Hacker News new | ask | show | jobs
by _jal 2010 days ago
In the dark ages, when running an OS in the way you're referring to 'bare metal' was the default, it meant running something without a traditional kernel underneath it.

Not many things are written to do that, of course. Oracle used to offer an installation mode like this. It was generally a gimmick - you pay for a tiny bit of performance with a ton of flexibility. There are probably use cases where it makes sense, but not that many.

3 comments

Yeah, but it was a super niche term back then. After 2010, at least, bare metal was used a lot more for: "running the OS we need (+ app) directly on a physical server".

This usage has been, in my experience, a lot more widespread.

> Oracle used to offer an installation mode like this

Oracle, and BEA before them, used to offer a JVM which ran on top of a thin custom OS designed only to host the JVM, you could call it a "unikernel". Product was called JRockit Virtual Edition (JRVE), WebLogic Server Virtual Edition (WLS-VE, when used to run WebLogic), earlier BEA called it LiquidVM. The internal name for that thin custom OS was in fact "Bare Metal". Similar in concept to https://github.com/cloudius-systems/osv but completely different implementation

I think one thing which caused a problem for it, is a lot of customers want to deploy various management tools to their VMs (security auditing software, performance monitoring software, etc) and when your VM runs a custom OS that becomes very difficult or impossible. So adopting this product could lead to the pain of having to ask for exceptions to policies requiring those tools and then defending the decision to adopt it against those who use those policies to argue against it. I think this is part of why the product was discontinued.

Nowadays, Oracle offers "bare metal servers" [1] – which are just hypervisor-less servers, same as other cloud vendors do. Or similarly, "Oracle Database Appliance Bare Metal System" [2] – which just means not installing a hypervisor on your Oracle Database Appliance.

So Oracle seems to have a history of using the phrase "bare metal" in both the senses being discussed here.

[1] https://www.oracle.com/cloud/compute/bare-metal.html

[2] https://docs.oracle.com/en/engineered-systems/oracle-databas...

Hmm - what's the overlap between your definition of "bare metal" and the current definition of "embedded"?

I will say, this comment section is the first time I'm hearing about "bare-metal" meaning "without an OS", but the above question is genuine curiosity.

Those terms are orthogonal. Embedded typically refers to running on some HW that is not typically thought of as a computer. Embedded SW can run within an OS or on bare metal.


▸ Description of the task: Read through the records below and copy each line that uses the word "screenshot".

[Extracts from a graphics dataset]
= Beginning of Section =
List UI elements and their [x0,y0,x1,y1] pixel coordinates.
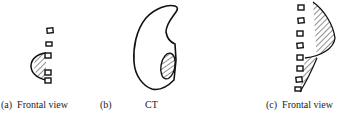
panel-c-drawing [295,2,335,92]
panel-b-drawing [134,6,178,90]
lesion-hatch [300,2,335,92]
caption-b-label: (b) [100,99,112,111]
caption-a-label: (a) [1,99,12,110]
caption-c-text: Frontal view [282,99,333,110]
caption-b-text: CT [145,99,158,111]
caption-a: (a) Frontal view [1,99,68,111]
panel-a-drawing [31,28,53,83]
caption-c-label: (c) [266,99,277,110]
caption-c: (c) Frontal view [266,99,333,111]
vertebrae [45,28,53,83]
caption-a-text: Frontal view [17,99,68,110]
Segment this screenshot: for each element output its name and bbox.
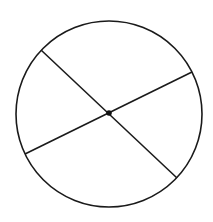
center-point [106, 110, 112, 116]
circle-diagram [0, 0, 213, 222]
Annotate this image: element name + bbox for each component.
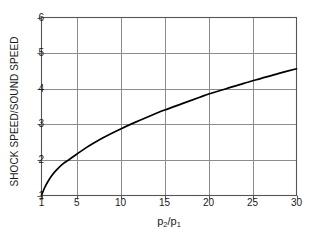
grid-lines: [42, 18, 297, 196]
y-tick-label: 2: [38, 155, 44, 165]
x-axis-title: p2/p1: [157, 215, 181, 227]
x-tick-label: 30: [291, 198, 302, 208]
x-tick-label: 25: [247, 198, 258, 208]
y-tick-label: 1: [38, 191, 44, 201]
x-tick-label: 5: [74, 198, 80, 208]
x-axis-title-subscript: 1: [177, 220, 181, 229]
y-axis-title: SHOCK SPEED/SOUND SPEED: [9, 19, 20, 205]
plot-frame: [42, 18, 297, 196]
y-tick-label: 5: [38, 48, 44, 58]
plot-canvas: [0, 0, 315, 241]
y-tick-label: 6: [38, 13, 44, 23]
x-tick-label: 15: [159, 198, 170, 208]
x-tick-label: 20: [203, 198, 214, 208]
y-tick-label: 4: [38, 84, 44, 94]
data-curve-shock-speed: [42, 69, 297, 196]
x-tick-label: 10: [115, 198, 126, 208]
chart-figure: 151015202530 123456 p2/p1 SHOCK SPEED/SO…: [0, 0, 315, 241]
x-axis-title-subscript: 2: [163, 220, 167, 229]
y-tick-label: 3: [38, 119, 44, 129]
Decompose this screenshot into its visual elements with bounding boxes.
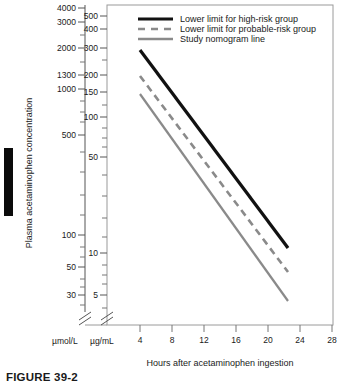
xtick-16: 16 — [228, 336, 244, 345]
axis-break-umol — [79, 312, 91, 325]
unit-label-umol: µmol/L — [52, 336, 78, 346]
series-high-risk-line — [140, 50, 288, 248]
series-nomogram-line — [140, 94, 288, 301]
unit-label-ugml: µg/mL — [90, 336, 114, 346]
ytick-ugml-400: 400 — [56, 25, 98, 34]
ytick-ugml-50: 50 — [56, 153, 98, 162]
ytick-umol-500: 500 — [28, 131, 76, 140]
xtick-12: 12 — [196, 336, 212, 345]
figure-39-2: 4000 3000 2000 1300 1000 500 100 50 30 5… — [0, 0, 349, 385]
ytick-ugml-300: 300 — [56, 44, 98, 53]
axis-minor-ticks-ugml — [102, 60, 107, 308]
xtick-4: 4 — [133, 336, 147, 345]
xtick-24: 24 — [292, 336, 308, 345]
ytick-umol-100: 100 — [28, 231, 76, 240]
xtick-28: 28 — [324, 336, 340, 345]
axis-ticks-x — [140, 325, 332, 332]
legend-label-nomogram: Study nomogram line — [180, 34, 265, 44]
ytick-ugml-150: 150 — [56, 88, 98, 97]
y-axis-label: Plasma acetaminophen concentration — [24, 78, 34, 268]
ytick-ugml-200: 200 — [56, 71, 98, 80]
legend-label-probable-risk: Lower limit for probable-risk group — [180, 24, 316, 34]
ytick-ugml-10: 10 — [56, 249, 98, 258]
axis-ticks-ugml — [100, 16, 107, 295]
ytick-ugml-100: 100 — [56, 113, 98, 122]
ytick-ugml-500: 500 — [56, 12, 98, 21]
xtick-8: 8 — [165, 336, 179, 345]
chart-canvas — [0, 0, 349, 385]
ytick-ugml-5: 5 — [56, 291, 98, 300]
ytick-umol-50: 50 — [28, 263, 76, 272]
x-axis-label: Hours after acetaminophen ingestion — [107, 358, 333, 368]
legend-label-high-risk: Lower limit for high-risk group — [180, 14, 298, 24]
figure-caption: FIGURE 39-2 — [6, 371, 78, 383]
xtick-20: 20 — [260, 336, 276, 345]
series-probable-risk-line — [140, 76, 288, 272]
= End of Section =
▸ Solved problem:
Segment this screenshot: for each element output its name and bbox.
Decompose this screenshot into its visual elements with bounding boxes.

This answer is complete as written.